"It is even conceptually impossible, since only God can create. Creation is an exclusively divine ability, and no created being can even serve as a means for creation. God is the unique source of creation, as He does not cooperate with any tools, partners, or materials in the work of creation. God's creative activity is exclusive. No one and nothing can create as God does. The creative capacity of God is an incommunicable attribute for any creature. To be able to create, that is, to bring existence from nonexistence, one must be God."
None of these claims are supported by scripture. The prepositional phrase ἐν αὐτῷ does not read "by him" but "in him." That implies agency not actor. Christ is, according to Paul, the agent of God's creation. He is not the originator of it nor the designer of it.
Additionally, Paul uses the metaphor of a son's relationship to his father. He is the image of God. The word translated image derives from the impress of a master die on a coin. Christ is not the original, but the 'spitting image' of God. He is begotten - called elsewhere the 'only begotten' son. The very word implies an origin. And we have an origin attached to him in Malachi and in 1 John. John describes Jesus as ἀπ’ ἀρχῆς, that is "from the beginning," and Malachi describes Jesus as having an origin. Five / two reads according to the AV " But thou, Bethlehem Ephratah, though thou be little among the thousands of Judah, yet out of thee shall he come forth unto me that is to be ruler in Israel; whose goings forth have been from of old, from everlasting." The Hebrew from which "goings forth" is derived implies an origin.
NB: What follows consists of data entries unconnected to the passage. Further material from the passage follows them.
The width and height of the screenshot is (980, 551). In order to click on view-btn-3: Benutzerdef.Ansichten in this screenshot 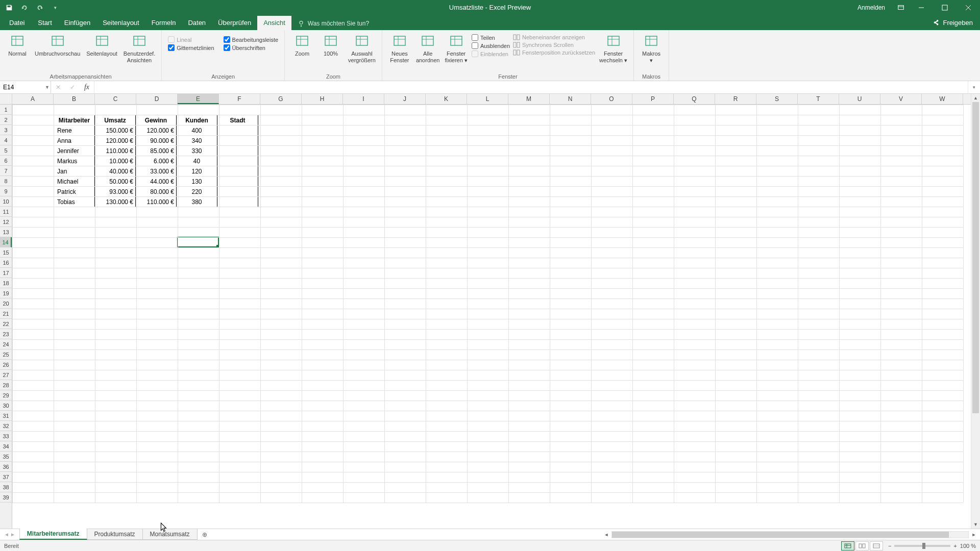, I will do `click(139, 48)`.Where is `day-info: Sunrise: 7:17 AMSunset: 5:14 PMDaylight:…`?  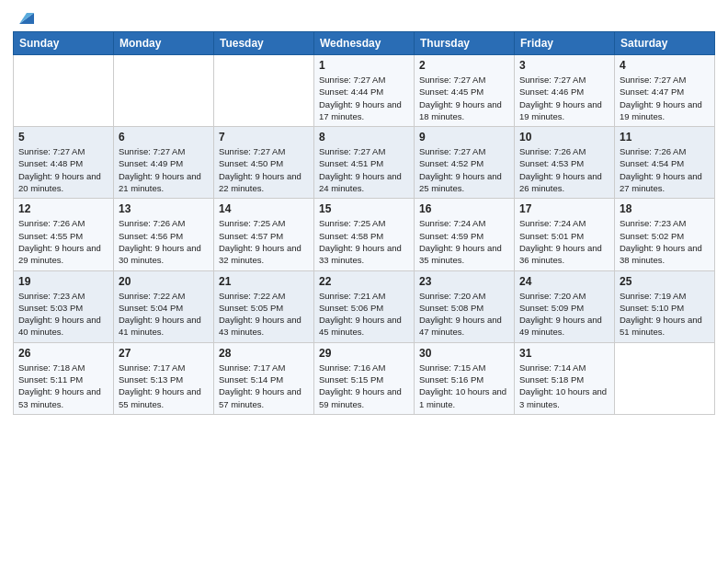 day-info: Sunrise: 7:17 AMSunset: 5:14 PMDaylight:… is located at coordinates (264, 386).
No matter what slant one puts on "firstborn" - whether we take it to me 'principal one" or literally 'first of all' it is still "of creation." Jesus is classed with creation. He is the agent of the creator.
In Colossians Paul is refuting a Gnostic sect prevalent in Colossae that taught that there were many intermediaries between God and man. Paul says there is only one, Jesus who is God's first work, his firstborn, who is "of creation."
You misstate Watchtower belief. You craft straw man arguments. You seek to diminish Slim's arguments by insulting his sources rather than refuting the actual point. An example is your comment on John Locke whose "Reasonableness of Christianity" is a classic. The issue here is what the Scriptures actually say, not what the vain philosophies of speculative writers have said. And restating how you wish it to be is not proof of your claims. Much of your 'argument' is based on one of the major logic flaws: that of repetition of claims without further proof.
I've had my say, I suppose. Now I leave this to you two to hash out.